In a move against transgender youth in Arizona, Gov. Doug Ducey signed new laws barring them from participating in girls’ and womens’ sports, and from obtaining gender reassignment surgery.
Senate Bill 1138 prohibits doctors from providing genital reassignment surgery to minors, including mastectomies or mammoplasties to feminize and masculinize a patient’s chest to be more in line with their gender identity. Senate Bill 1165 requires all interscholastic sports to narrowly define gender, effectively denying trans student-athletes the ability to play on the teams most consistent with their gender identity from elementary all the way to university.
In a signing letter, Ducey explained the bills ensure a level playing field for biological women and protect trans minors from irreversible procedures that could affect their future ability to have children.
“This legislation is common-sense and narrowly-targeted to address these two specific issues — while ensuring that transgender individuals continue to recieve the same dignity, respect and kindness as every individual in our society,” he wrote.
Trans advocates have noted that enacting anti-trans legislation negatively affects the mental well-being of trans children, and may contribute to increased suicide risk. A recent poll from The Trevor Project, a suicide prevention organization for LGBTQ youth, found that as much as 85% of surveyed transgender and nonbinary youth felt debates around anti-trans bills negatively impacted their mental health.
Ducey responded to a question from the Arizona Mirror about this effect by saying that the bill’s intent was to protect girls’ sports.
“(SB1165) was positioned and framed to protect girls’ sports, female sports, and Title IX. And of course, on the subject of mental health with our children, this is something we all have great concern for and great empathy for…I think that Arizona has handled this in the most responsible way possible to keep a level playing field out there for young female athletes and to address the other issues,” he said.
Sponsors of SB1138 have touted it as a reiteration of international standards of care for transgender kids. But opponents say those standards are due to change this year, and codifying old standards can present doctors with a contradiction between following the law and providing best medical care practices for their patients.
“We’re going to be putting doctors in a situation where they’re codifying standards from 10 years ago, and we’re going to put them in a situation where they’re now at odds with new standards,” said Rep. Melody Hernandez, D-Tempe, who is also a paramedic, during a House debate of the bill on March 24.
Proponents of enacting barriers to girls’ sports argue that trans youth have an unfair biological advantage. But the Arizona Interscholastics Sports Medicine Advisory Committee says that’s not a problem that needs solving in the state. Out of the roughly 170,000 students the committee oversees in high schools across the state, it has fielded only 16 appeals from transgender youth since 2017. When reporters pointed this out to Ducey during a brief media availability Wednesday, he deflected, reiterating the bill’s intent.
“We’re going to protect girls’ sports. It’s an issue of fairness,” he said.
Critics say the law pushes Arizona backwards. Just two years ago, a 1991 law banning schools from promoting a “homosexual lifestyle” was repealed, and Kathy Hoffman, Superintendent of Public Instruction in Arizona, tweeted that the new legislation will be equally difficult to deal with later.
“We repealed ‘no-promo homo’ three years ago, a bigoted law that took decades to overturn. Today, (Ducey) sided with extremism, injected politics into our schools, and signed similarly hateful bills,” she wrote.
Last week, similar legislation in Indiana and Utah was vetoed by governors in those states.
The Human Rights Campaign condemned Ducey’s action in comparison to this, saying the move only contributes to nationwide attacks on trans kids. This year saw a record number of anti-trans legislative proposals, with as many as 280 — a spike from last year’s 147 bills.
“Gov. Ducey has chosen discrimination over protecting the well-being of vulnerable children. This isn’t leadership, it’s cowardice,” said Director Cathryn Oakley in an emailed statement.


### [EXERCISE DESCRIPTION]
Word for word, restate the listing; omit the pictures.
BEGIN INFORMATION SUPPLIED
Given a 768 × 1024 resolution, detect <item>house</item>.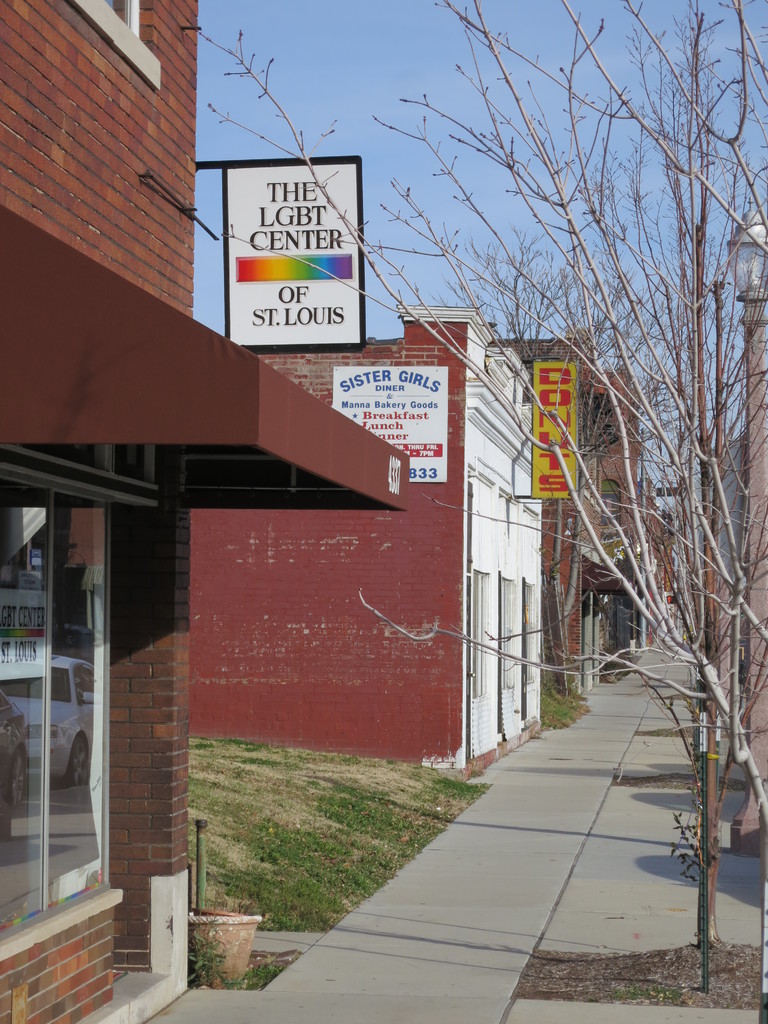
[left=0, top=6, right=406, bottom=1023].
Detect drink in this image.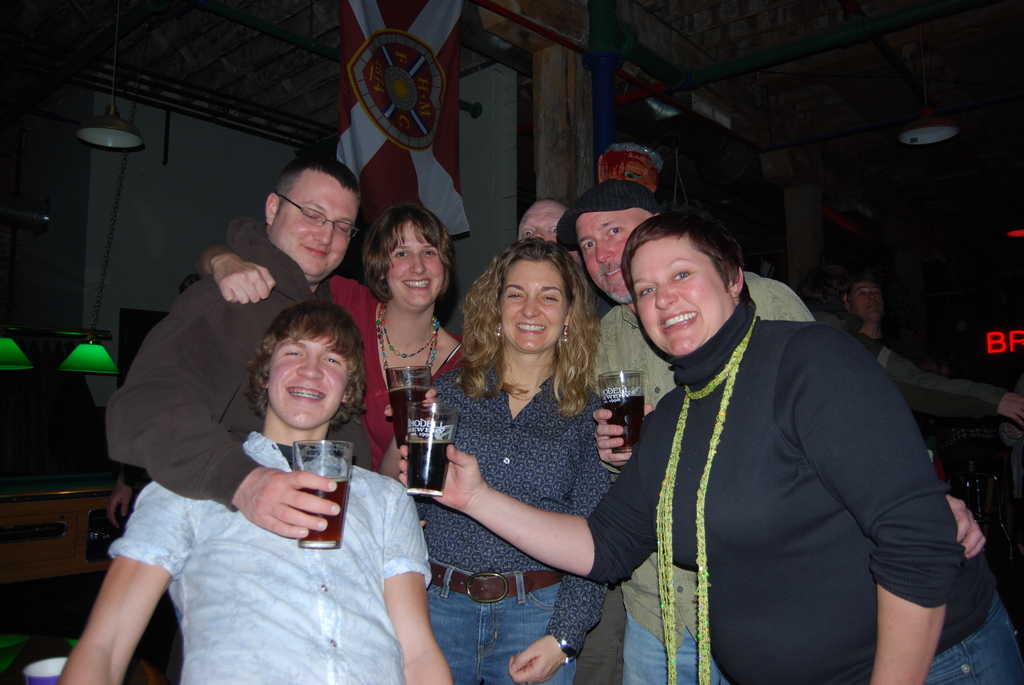
Detection: [left=387, top=386, right=422, bottom=446].
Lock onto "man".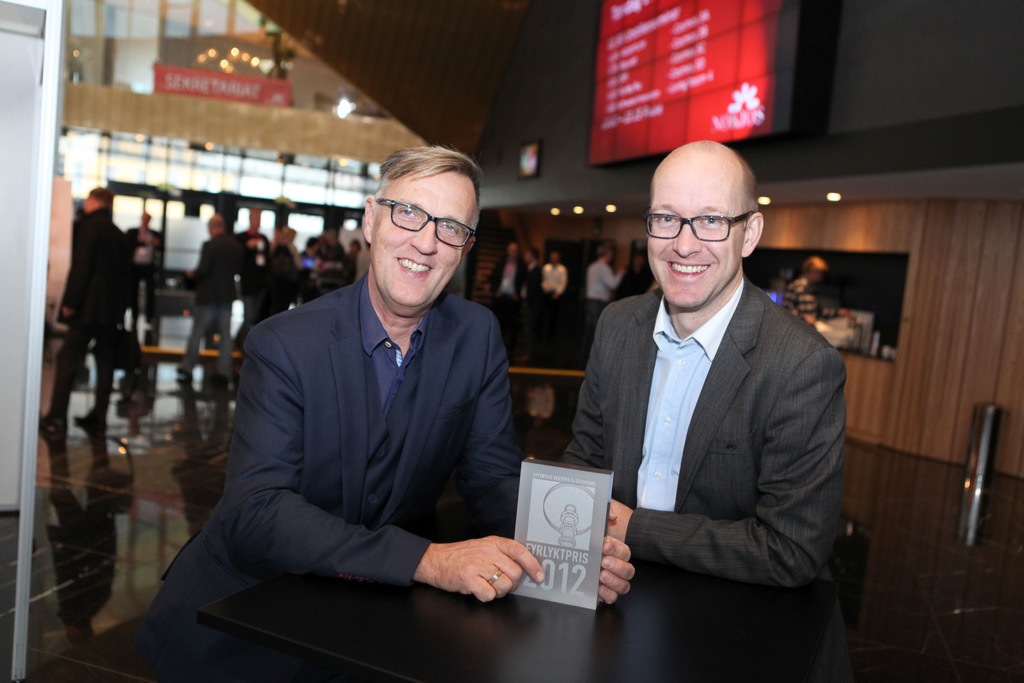
Locked: [180, 213, 249, 388].
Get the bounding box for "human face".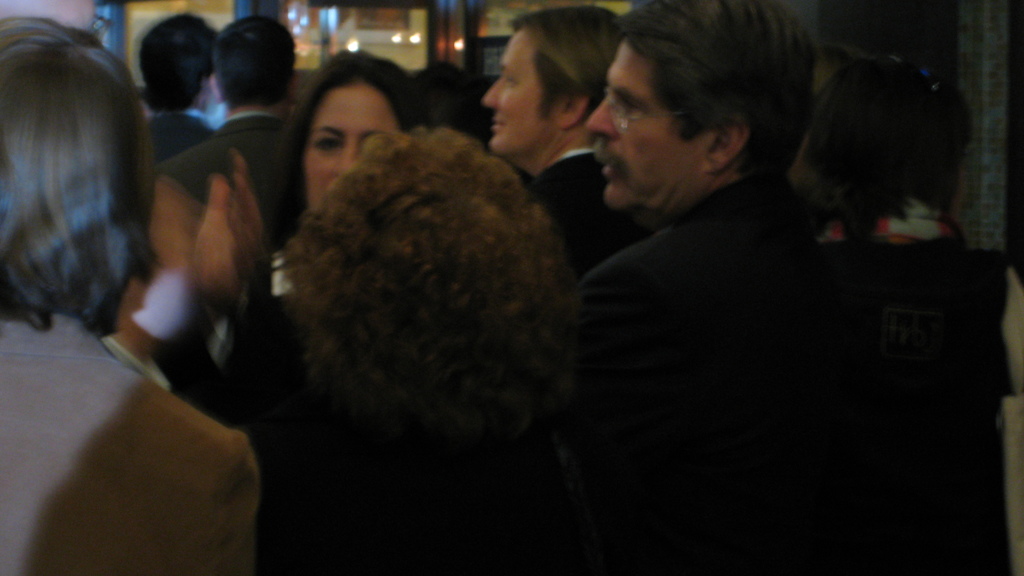
[304, 90, 399, 212].
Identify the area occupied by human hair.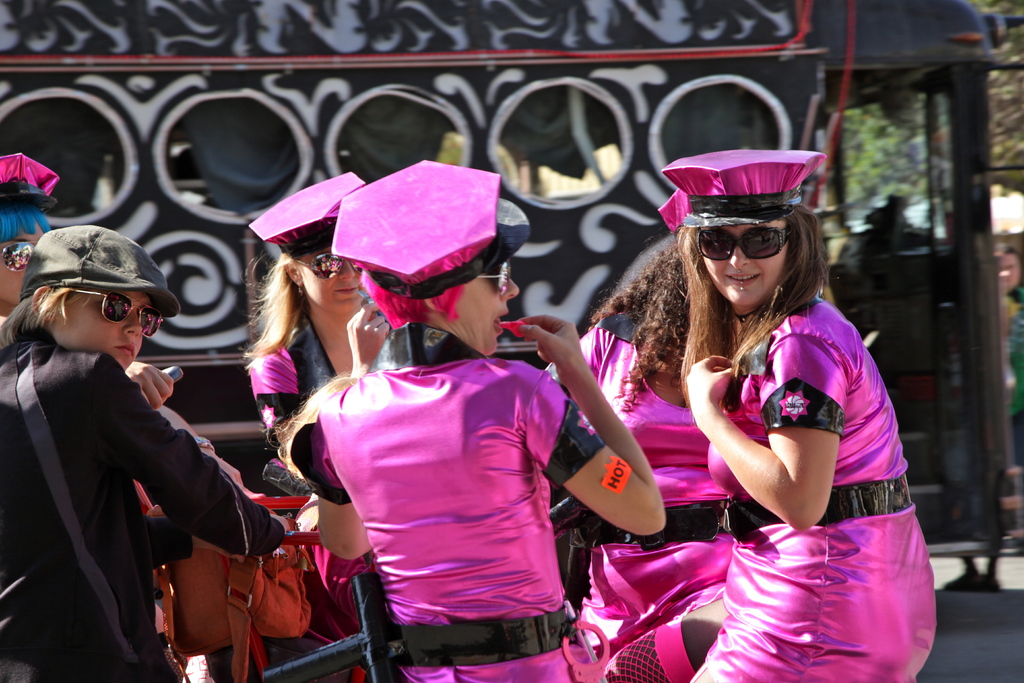
Area: 584, 249, 687, 408.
END INFORMATION SUPPLIED
### [WRITTEN RESPONSE]
Given a 768 × 1024 resolution, detect <item>house</item>.
[left=0, top=6, right=406, bottom=1023].
Detect drink in this image.
Detection: [left=387, top=386, right=422, bottom=446].
Lock onto "man".
Locked: [180, 213, 249, 388].
Get the bounding box for "human face".
[304, 90, 399, 212].
Identify the area occupied by human hair.
Area: 584, 249, 687, 408.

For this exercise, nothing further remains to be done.